A RID-like Cytosine Methyltransferase Homologue is essential for sexual development in Podospora anserina

Hélène Timpano 2 Pierre Grognet 1 Florian Carlier 1 Jinane Ait Benkhali 1 Véronique Berteaux-Lecellier 4 Robert Debuchy 1 Frédérique Bidard 3 Fabienne Malagnac fabienne.malagnac@u-psud.fr 1
1Institute for Integrative Biology of the Cell, Université Paris Sud, Orsay, France
2Institute for the Diversity, Ecology and Evolution, Université Paris Sud, Orsay, France
3Biotechnologie, IFP Energies Nouvelles, Rueil-Malmaison, France
4UMR9220 Ecologie Marine Tropicale dans les Océans Pacifique et Indien, Institut d' Ecologie et Environnement, Noumea, France

In filamentous fungi, the Repeat Induced Point mutation (RIP) system, which is active during sexual reproduction, introduces G/C to A/T mutations within the repeats thus creating AT-rich regions. Originally described in Neurospora crassa, the presence of active RIP has then been evidenced in various other filamentous fungi, including P. anserina.

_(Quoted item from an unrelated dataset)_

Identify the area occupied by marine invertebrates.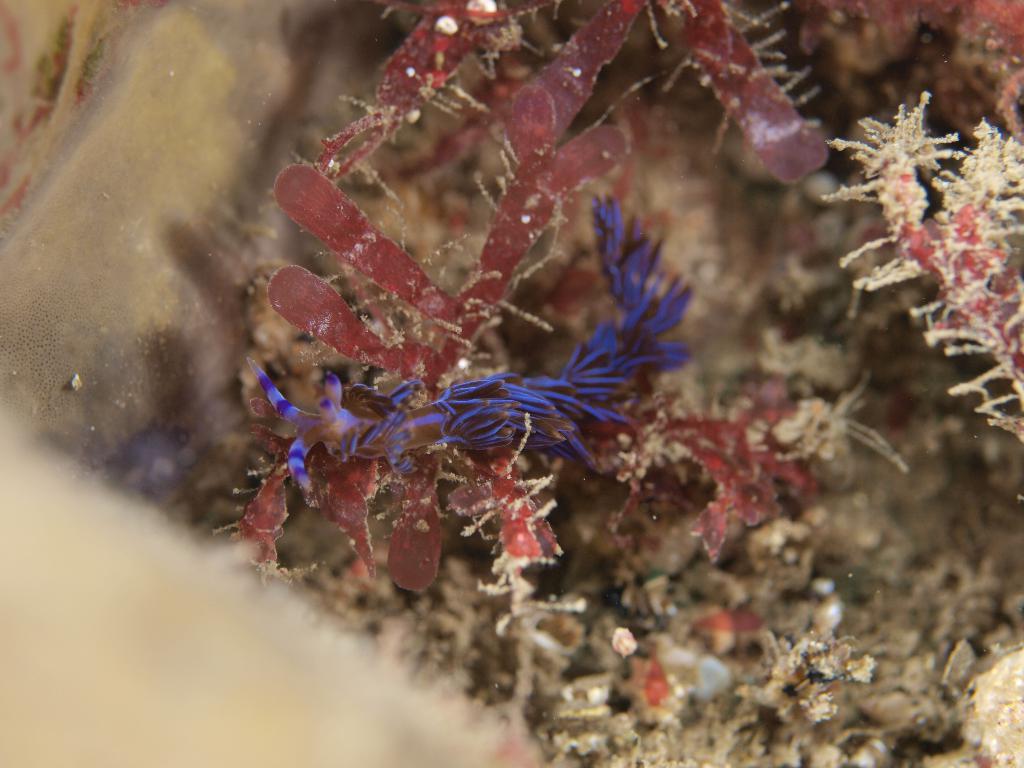
Area: bbox=(731, 594, 900, 754).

To date the RID gene (RIP deficient), encoding a DNA methyltransferase-like protein, is the only one that has been demonstrated to be essential for RIP. But while RIP is conserved among filamentous fungi, DNA methylation does not seem so. Indeed, no significant levels of methylcytosines have been detected so far in the genomes of P. anserina and the chromatin status of their RIPped loci is still unknown.

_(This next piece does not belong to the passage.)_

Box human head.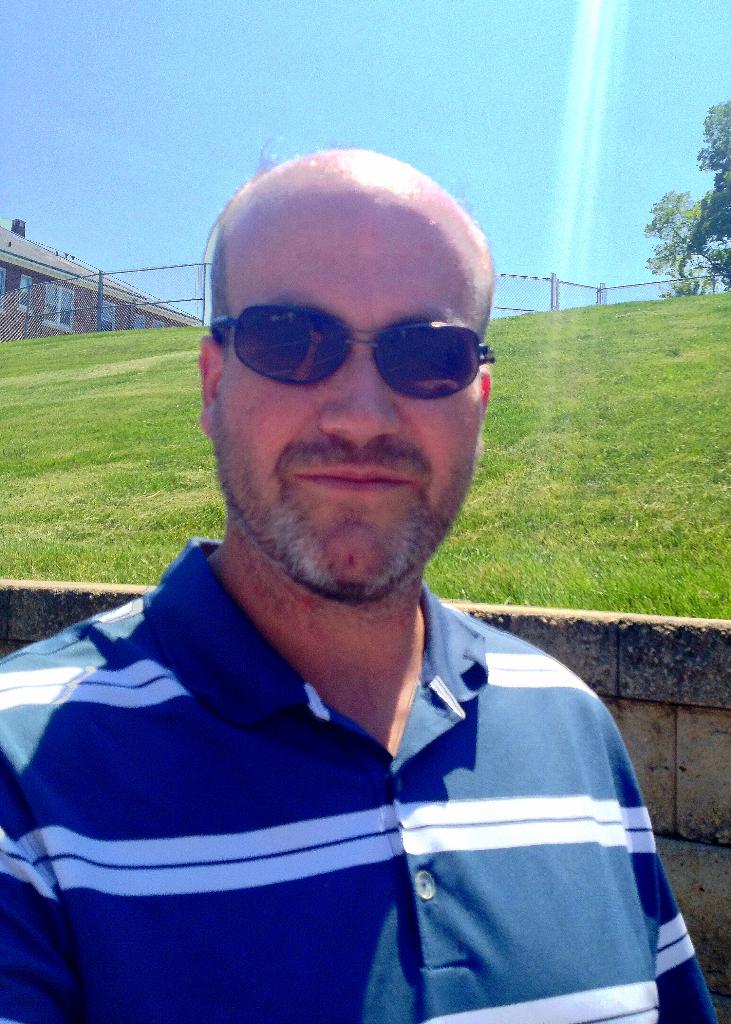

To gain insight into PaRID function, we constructed a knocked-out ΔPaRid defective mutant. Remarkably, in contrast to N. crassa RID defective mutant, crosses involving P. anserina ΔPaRid mutants are sterile. We have shown that although gametes are readily formed and fertilization occurs in a ΔPaRid mutant background, the sexual development is blocked just before the individualization of dikaryotic cells. Conversely, knockout of the PaDim2 gene, encoding a second putative DNA methyltransferase related to N. crassa DIM-2, had no effect on Podospora’s complete life cycle. Complementation of the ΔPaRid mutant with ectopic alleles of PaRid, including GFP-tagged, point-mutated, inter-specific and chimeric alleles, demonstrated that the catalytic motif of the putative PaRID methyltransferase is essential to ensure proper sexual development and that the expression of PaRid is tightly regulated in both space and time. Finally, a microarray transcriptomic analysis of the ΔPaRid mutant highlighted the genetic network differentially regulated in the absence of this putative DNA methyltransferase. Altogether, this study sheds a new light on sexual development regulation in a heterothallic model ascomycete.